Scientists at Washington University School of Medicine in St. Louis have taken one of the first detailed looks into how Alzheimer’s disease disrupts coordination among several of the brain’s networks. The results, reported in The Journal of Neuroscience, include some of the earliest assessments of Alzheimer’s effects on networks that are active when the brain is at rest.

“Until now, most research into Alzheimer’s effects on brain networks has either focused on the networks that become active during a mental task, or the default mode network, the primary network that activates when a person is daydreaming or letting the mind wander,” says senior author Beau Ances, MD, assistant professor of neurology. “There are, however, a number of additional networks besides the default mode network that become active when the brain is idling and could tell us important things about Alzheimer’s effects.”

Ances and his colleagues analyzed brain scans of 559 subjects. Some of these subjects were cognitively normal, while others were in the early stages of very mild to mild Alzheimer’s disease. Scientists found that all of the networks they studied eventually became impaired during the initial stages of Alzheimer’s.

“Communications within and between networks are disrupted, but it doesn’t happen all at once,” Ances says. “There’s even one network that has a momentary surge of improved connections before it starts dropping again. That’s the salience network, which helps you determine what in your environment you need to pay attention to.”

Other networks studied by the researchers included:
*the dorsal attention network, which directs attention toward things in the environment that are salient;
*the control network, believed to be active in consciousness and decision-making; and
*the sensory-motor network, which integrates the brain’s control of body movements with sensory feedback (e.g., did the finger that just moved strike the right piano key?).

Scientists also examined Alzheimer’s effects on a brain networking property known as anti-correlations.
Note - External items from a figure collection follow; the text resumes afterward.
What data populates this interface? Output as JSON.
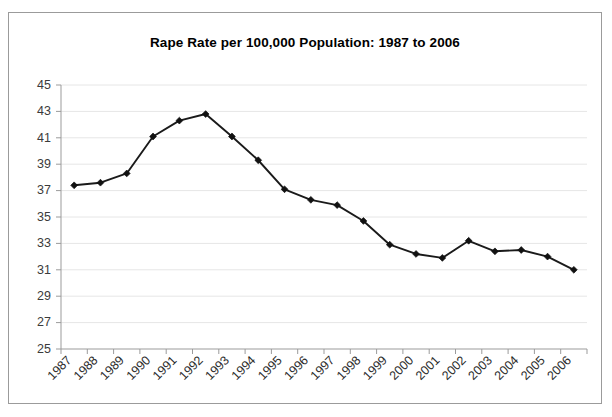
{
  "chart_data": {
    "type": "line",
    "title": "Rape Rate per 100,000 Population: 1987 to 2006",
    "xlabel": "",
    "ylabel": "",
    "categories": [
      "1987",
      "1988",
      "1989",
      "1990",
      "1991",
      "1992",
      "1993",
      "1994",
      "1995",
      "1996",
      "1997",
      "1998",
      "1999",
      "2000",
      "2001",
      "2002",
      "2003",
      "2004",
      "2005",
      "2006"
    ],
    "values": [
      37.4,
      37.6,
      38.3,
      41.1,
      42.3,
      42.8,
      41.1,
      39.3,
      37.1,
      36.3,
      35.9,
      34.7,
      32.9,
      32.2,
      31.9,
      33.2,
      32.4,
      32.5,
      32.0,
      31.0
    ],
    "ylim": [
      25,
      45
    ],
    "ytick_labels": [
      "25",
      "27",
      "29",
      "31",
      "33",
      "35",
      "37",
      "39",
      "41",
      "43",
      "45"
    ],
    "ytick_step": 2,
    "grid": "horizontal",
    "legend": "none",
    "marker": "diamond",
    "line_color": "#1a1a1a",
    "grid_color": "#e6e6e6",
    "axis_color": "#9b9b9b",
    "xtick_rotation_degrees": 45
  }
}
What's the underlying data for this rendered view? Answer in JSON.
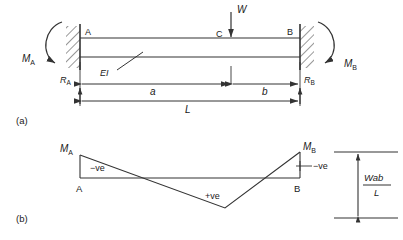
{
  "figure": {
    "stroke_color": "#333333",
    "background": "#ffffff",
    "panels": [
      {
        "key": "a",
        "label": "(a)",
        "caption": "Beam with fixed ends, point load W at C"
      },
      {
        "key": "b",
        "label": "(b)",
        "caption": "Bending moment diagram"
      }
    ]
  },
  "beam_diagram": {
    "panel_label": "(a)",
    "point_a_label": "A",
    "point_b_label": "B",
    "point_c_label": "C",
    "load_label": "W",
    "stiffness_label": "EI",
    "moment_a_label": "M",
    "moment_a_sub": "A",
    "moment_b_label": "M",
    "moment_b_sub": "B",
    "reaction_a_label": "R",
    "reaction_a_sub": "A",
    "reaction_b_label": "R",
    "reaction_b_sub": "B",
    "dim_a_label": "a",
    "dim_b_label": "b",
    "dim_l_label": "L"
  },
  "bmd_diagram": {
    "panel_label": "(b)",
    "point_a_label": "A",
    "point_b_label": "B",
    "moment_a_label": "M",
    "moment_a_sub": "A",
    "moment_b_label": "M",
    "moment_b_sub": "B",
    "negative_left_label": "−ve",
    "negative_right_label": "−ve",
    "positive_label": "+ve",
    "ordinate_numerator": "Wab",
    "ordinate_denominator": "L"
  }
}
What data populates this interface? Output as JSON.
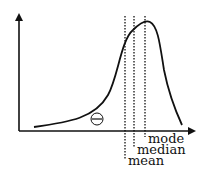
{
  "diagram": {
    "type": "left-skewed distribution",
    "skew_symbol": "⊖",
    "labels": {
      "mode": "mode",
      "median": "median",
      "mean": "mean"
    },
    "colors": {
      "ink": "#111111",
      "background": "#ffffff"
    }
  }
}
Researchers identify networks by determining which brain areas frequently become active at the same time, but anti-correlated networks are noteworthy for the way their activities fluctuate: when one network is active, the other network is quiet. This ability to switch back-and-forth between networks is significantly diminished in participants with mild to moderate Alzheimer’s disease.

The default mode network, previously identified as one of the first networks to be impaired by Alzheimer’s, is a partner in two of the three pairs of anti-correlated networks scientist studied.
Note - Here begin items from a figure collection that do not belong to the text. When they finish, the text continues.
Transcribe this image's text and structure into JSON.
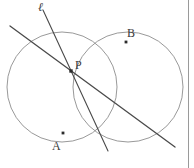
{
  "figure": {
    "background_color": "#ffffff",
    "width": 194,
    "height": 168,
    "border": {
      "side": "right",
      "x": 188,
      "color": "#9a9a9a"
    },
    "labels": {
      "line_ell": "ℓ",
      "point_p": "P",
      "point_a": "A",
      "point_b": "B"
    },
    "colors": {
      "arc_stroke": "#8d8d8d",
      "line_stroke": "#4a4a4a",
      "label_text": "#3a3a3a",
      "dot_fill": "#2b2b2b"
    },
    "points": [
      {
        "name": "P",
        "label": "P",
        "x": 71,
        "y": 71,
        "marked": true
      },
      {
        "name": "A",
        "label": "A",
        "x": 63,
        "y": 133,
        "marked": true
      },
      {
        "name": "B",
        "label": "B",
        "x": 126,
        "y": 42,
        "marked": true
      }
    ],
    "circles": [
      {
        "name": "left-circle",
        "cx": 62,
        "cy": 87,
        "r": 55
      },
      {
        "name": "right-circle",
        "cx": 128,
        "cy": 87,
        "r": 55
      }
    ],
    "intersections": [
      {
        "name": "upper-left-intersection",
        "x": 32,
        "y": 41
      },
      {
        "name": "lower-right-intersection",
        "x": 158,
        "y": 133
      }
    ],
    "lines": [
      {
        "name": "radical-axis-line",
        "label": "",
        "x1": 10,
        "y1": 26,
        "x2": 175,
        "y2": 147,
        "stroke_width": 1.3
      },
      {
        "name": "line-ell",
        "label": "ℓ",
        "x1": 43,
        "y1": 10,
        "x2": 108,
        "y2": 151,
        "stroke_width": 1.1
      }
    ]
  }
}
“While we can’t prove this yet, one hypothesis is that as things go wrong in the processing of information in the default mode network, that mishandled data is passed on to other networks, where it creates additional problems,” Ances says.

It’s not practical to use these network breakdowns to clinically diagnose Alzheimer’s disease, Ances notes, but they may help track the development of the disease and aid efforts to better understand its spread through the brain.

Ances plans to look at other markers for Alzheimer’s disease in the same subjects, such as levels in the cerebrospinal fluid of amyloid beta, a major component of Alzheimer’s plaques.

Brier MR, Thomas JB, Snyder AZ, Benziger TL, Zhang D, Raichle ME, Holtzman DM, Morris JC, Ances BM. Loss of intranetwork and internetwork resting state functional connections with Alzheimer’s progression. The Journal of Neuroscience, June 27, 2012. DOI:10.1523/JNEUROSCI.5698-11.2012

This research was supported by funding from the Medical Scientist Training Program Grant to Washington University School of Medicine (5T32GM007200-37); a Knight Alzheimer’s Disease Research Center Pilot Grant (3255 ADRC 26); the National Institute of Mental Health (K23MH081786); the National Institute of Nursing Research (R01NR012907 and R01NR012657); the Dana Foundation; the Alene and Meyer Kopolov Fund for Geriatric Psychiatry and Neurology; the National Institute of Aging (P01AG026276, P01AG026276, P01AG03991, and P50 AG05681); the National Institute of Neurological Disorders and Stroke (NS06833); the Washington University Center for Translational Neuroscience (P30NS057105); and the American Roentgen Ray Society Foundation.